Fleetzero
Fleetzero is building a fleet of electric ships to deliver cargo for our customers.
How does it work?
Fleetzero is designing electric vessels that would be powered by electric batteries that would be swappable through a plug-in vessel. The idea is: more and smaller ships use fewer batteries to move the same amount of cargo, assuming you have intermediate ports to make the swap network flexible. Plug-in vessels won’t work partly because they carry a lot of batteries (leading to under-utilization), but also because dockside charging may not be available. Since batteries are the most expensive part of electrifying a ship, efficiency lowers the fleet buy-in cost by a huge amount. But of course this approach also requires charging infrastructure at ports that may not have it.

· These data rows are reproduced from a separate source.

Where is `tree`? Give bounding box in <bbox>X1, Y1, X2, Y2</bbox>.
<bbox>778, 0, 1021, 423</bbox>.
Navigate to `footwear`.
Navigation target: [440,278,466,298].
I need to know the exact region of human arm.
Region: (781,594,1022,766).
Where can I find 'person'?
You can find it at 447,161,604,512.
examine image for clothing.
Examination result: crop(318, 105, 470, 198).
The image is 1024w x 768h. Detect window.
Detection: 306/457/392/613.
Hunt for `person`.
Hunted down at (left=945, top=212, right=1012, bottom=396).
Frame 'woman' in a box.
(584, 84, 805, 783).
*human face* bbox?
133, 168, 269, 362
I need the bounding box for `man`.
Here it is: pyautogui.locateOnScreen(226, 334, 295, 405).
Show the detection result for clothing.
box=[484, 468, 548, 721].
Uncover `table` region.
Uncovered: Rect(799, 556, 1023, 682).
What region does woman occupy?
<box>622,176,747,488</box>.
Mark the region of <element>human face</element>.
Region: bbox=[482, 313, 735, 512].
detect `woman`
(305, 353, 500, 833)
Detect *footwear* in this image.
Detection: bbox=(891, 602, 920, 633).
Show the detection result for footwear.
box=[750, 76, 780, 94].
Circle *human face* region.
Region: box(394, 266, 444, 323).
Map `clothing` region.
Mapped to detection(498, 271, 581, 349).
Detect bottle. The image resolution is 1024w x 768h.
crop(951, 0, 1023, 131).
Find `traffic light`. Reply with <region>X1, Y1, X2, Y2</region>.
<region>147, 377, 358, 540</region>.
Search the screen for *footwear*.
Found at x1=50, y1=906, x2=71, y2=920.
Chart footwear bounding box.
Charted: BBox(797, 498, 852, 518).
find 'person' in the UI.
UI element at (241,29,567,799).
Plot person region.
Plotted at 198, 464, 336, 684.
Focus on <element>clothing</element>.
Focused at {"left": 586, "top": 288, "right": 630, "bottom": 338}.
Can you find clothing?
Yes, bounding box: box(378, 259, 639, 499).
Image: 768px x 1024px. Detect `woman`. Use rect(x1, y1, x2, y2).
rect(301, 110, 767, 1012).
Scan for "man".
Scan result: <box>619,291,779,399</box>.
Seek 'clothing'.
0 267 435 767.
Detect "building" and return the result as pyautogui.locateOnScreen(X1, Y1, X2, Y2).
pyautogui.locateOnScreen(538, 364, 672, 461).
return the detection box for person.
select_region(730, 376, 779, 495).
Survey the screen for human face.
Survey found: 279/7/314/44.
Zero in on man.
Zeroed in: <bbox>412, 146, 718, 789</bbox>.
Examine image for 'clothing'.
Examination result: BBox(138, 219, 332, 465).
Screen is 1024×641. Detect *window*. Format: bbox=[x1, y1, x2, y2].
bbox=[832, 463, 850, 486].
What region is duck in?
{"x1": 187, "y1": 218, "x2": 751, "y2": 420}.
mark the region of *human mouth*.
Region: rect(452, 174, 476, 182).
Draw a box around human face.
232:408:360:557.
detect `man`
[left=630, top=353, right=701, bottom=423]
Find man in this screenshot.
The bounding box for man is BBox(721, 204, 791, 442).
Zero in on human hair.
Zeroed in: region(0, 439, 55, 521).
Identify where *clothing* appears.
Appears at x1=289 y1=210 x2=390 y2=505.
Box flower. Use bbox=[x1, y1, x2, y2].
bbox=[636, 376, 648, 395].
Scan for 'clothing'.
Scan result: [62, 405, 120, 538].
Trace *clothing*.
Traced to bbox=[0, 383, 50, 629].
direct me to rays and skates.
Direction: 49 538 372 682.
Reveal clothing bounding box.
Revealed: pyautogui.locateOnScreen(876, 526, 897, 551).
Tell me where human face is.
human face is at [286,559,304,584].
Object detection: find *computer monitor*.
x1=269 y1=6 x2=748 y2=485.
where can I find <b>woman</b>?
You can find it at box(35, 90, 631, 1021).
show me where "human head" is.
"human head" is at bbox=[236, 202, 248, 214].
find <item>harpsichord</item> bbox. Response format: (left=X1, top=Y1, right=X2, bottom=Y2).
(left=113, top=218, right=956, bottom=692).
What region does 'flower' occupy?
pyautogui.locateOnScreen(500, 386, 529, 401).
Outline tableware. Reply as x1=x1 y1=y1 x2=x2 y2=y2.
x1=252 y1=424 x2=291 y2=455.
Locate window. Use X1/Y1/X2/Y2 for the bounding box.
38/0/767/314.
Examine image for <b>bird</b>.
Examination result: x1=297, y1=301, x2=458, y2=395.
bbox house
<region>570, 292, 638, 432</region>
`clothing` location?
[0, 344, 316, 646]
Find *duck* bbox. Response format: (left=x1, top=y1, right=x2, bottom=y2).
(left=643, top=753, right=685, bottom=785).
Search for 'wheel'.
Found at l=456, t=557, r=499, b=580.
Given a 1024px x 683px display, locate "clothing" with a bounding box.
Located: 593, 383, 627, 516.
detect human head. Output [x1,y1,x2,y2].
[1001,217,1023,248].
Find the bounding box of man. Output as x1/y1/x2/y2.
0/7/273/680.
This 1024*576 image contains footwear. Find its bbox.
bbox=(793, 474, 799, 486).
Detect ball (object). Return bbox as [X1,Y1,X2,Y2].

Fleetzero’s approach, which seems obvious in retrospect, is to make the ship’s batteries as portable as its cargo — by putting them in shipping containers.
Why is it needed?
Fleetzero believes that its solution will not only be cleaner, but cheaper to operate. The reasons for this start with the surprising (to lubbers) fact that transoceanic shipping doesn’t necessarily just go “straight” across the ocean; from Eastern Asia to West Coast ports, it’s almost as direct (and potentially less risky) to follow the coast much of the way. It looks much longer but due to the curvature of the Earth it’s actually not — and you have the benefit of being close to land to resupply or make deliveries on the way. If you don’t have to travel several thousand miles uninterrupted, battery-powered shipping starts to make a lot more sense, and actually it’s just one of several puzzle pieces that fit together to form a potentially transformative picture. “The weird economics of this is that the more ships you have, and the more stops you have, the lower your cost is. The key is to make the batteries swappable — this wouldn’t work for a plug-in vessel,” said Henderson.
How does it improve life?
This model also enables the idea of having frequent pit stops for ships where they can drop off depleted batteries and pick up just enough new ones to get them to their destination, like building a network of charging stations along highways. The local governments and port managers at these smaller locations are, perhaps needless to say, enthusiastic about the idea of bringing in new and regular business. So: Using portable, container-sized batteries makes medium-distance travel in medium-size ships practical, which activates smaller ports, which can act as charging stations without too much investment, reinforcing the network and driving the cost of fleet operations down — making battery-powered shipping competitive with and perhaps even cheaper than traditional gas-driven vessels - electrifying shipping at this scale would benefit fleet owners, port operators, logistics companies and, last but not least, the planet.